Family of missing Briton continue to search in Madeira

Searches cease for British fell runner missing in Madeira 

Darren Kay was last seen on Sunday December 11

Authorities in Madeira have ceased all searches for missing British fell runner Darren Kay, ‘an elite athlete’ who simply disappeared on the last leg of a long run near Calheta, where he was staying with his partner Victoria.

Mr Kay, 52, thus becomes the 4th seemingly ‘extremely fit and able’ tourist who has vanished without trace in the island’s mountains over the last two years.

This is what makes his disappearance even more devastating. Accidents involving tourists exploring Madeira’s hillside walks are not uncommon, but situations in which they disappear altogether, leaving absolutely no clues as to what may have happened, are not (or perhaps, have not been, until now).

The common thread linking the disappearances of Polish mountain trail runner Michel Kozek, 35, German Jascha Paul Hardenberg, 28, French traveller Benoit Way, 35, and now Darren Kay is that they were all out on their own when they went missing

Michel Kozek, Jascha Paul Hardenberg and Darren Kay are connected by location: the three went missing in the Calheta area. Benoit Way seems to have gone missing on the other side of the island, but may have been walking towards Calheta (no one knows).

Family members of all four men have been involved in the various searches  – in the case of Michel Kozek, his brother Krzysztof has reportedly returned to the region on a number of occasions, unable to fully accept that his brother appears to have ‘gone for good’.

Darren Kay’s brother Jonny has also been heavily involved in these latest searches, sending out an email last weekend saying the family will continue looking for their loved one (for how long is unclear).

In the meantime, a GoFundMe campaign set up to help fund search efforts has collected over the €10,000 target.

What made the searches for Darren Kay doubly difficult was that the route he took, for what was meant to be ‘another 30 minute run’ (having already run around two hours with his partner), is very unclear. He had reportedly talked of wanting to see the waves, said local reports. Did he want to see them from ‘high up above’, or did he mean to run down towards the sea? If the latter, Jornal Madeira has remarked that the sea was “very rough on December 11”, which also made searches “difficult”.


### EXERCISE REQUIREMENTS
Write out the listing verbatim. No pictures belong in it.

### SUPPLIED DATA
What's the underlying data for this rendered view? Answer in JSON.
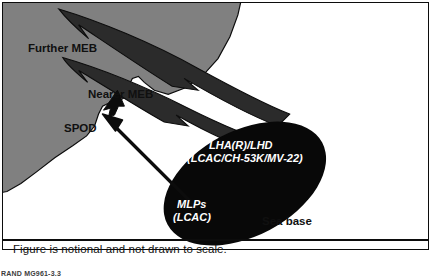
{
  "figure": {
    "caption": "Figure is notional and not drawn to scale.",
    "source": "RAND MG961-3.3",
    "colors": {
      "land": "#808080",
      "sea": "#ffffff",
      "movement_arrows": "#2b2b2b",
      "sea_base": "#080808",
      "outline": "#0c0c0c",
      "label_dark": "#101010",
      "label_light": "#ffffff"
    },
    "labels": {
      "further_meb": "Further MEB",
      "nearer_meb": "Nearer MEB",
      "spod": "SPOD",
      "lha_line1": "LHA(R)/LHD",
      "lha_line2": "(LCAC/CH-53K/MV-22)",
      "mlps_line1": "MLPs",
      "mlps_line2": "(LCAC)",
      "sea_base": "Sea base"
    }
  }
}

### EXERCISE OUTPUT
What's the underlying data for this rendered view? Answer in JSON.
{
  "figure": {
    "caption": "Figure is notional and not drawn to scale.",
    "source": "RAND MG961-3.3",
    "colors": {
      "land": "#808080",
      "sea": "#ffffff",
      "movement_arrows": "#2b2b2b",
      "sea_base": "#080808",
      "outline": "#0c0c0c",
      "label_dark": "#101010",
      "label_light": "#ffffff"
    },
    "labels": {
      "further_meb": "Further MEB",
      "nearer_meb": "Nearer MEB",
      "spod": "SPOD",
      "lha_line1": "LHA(R)/LHD",
      "lha_line2": "(LCAC/CH-53K/MV-22)",
      "mlps_line1": "MLPs",
      "mlps_line2": "(LCAC)",
      "sea_base": "Sea base"
    }
  }
}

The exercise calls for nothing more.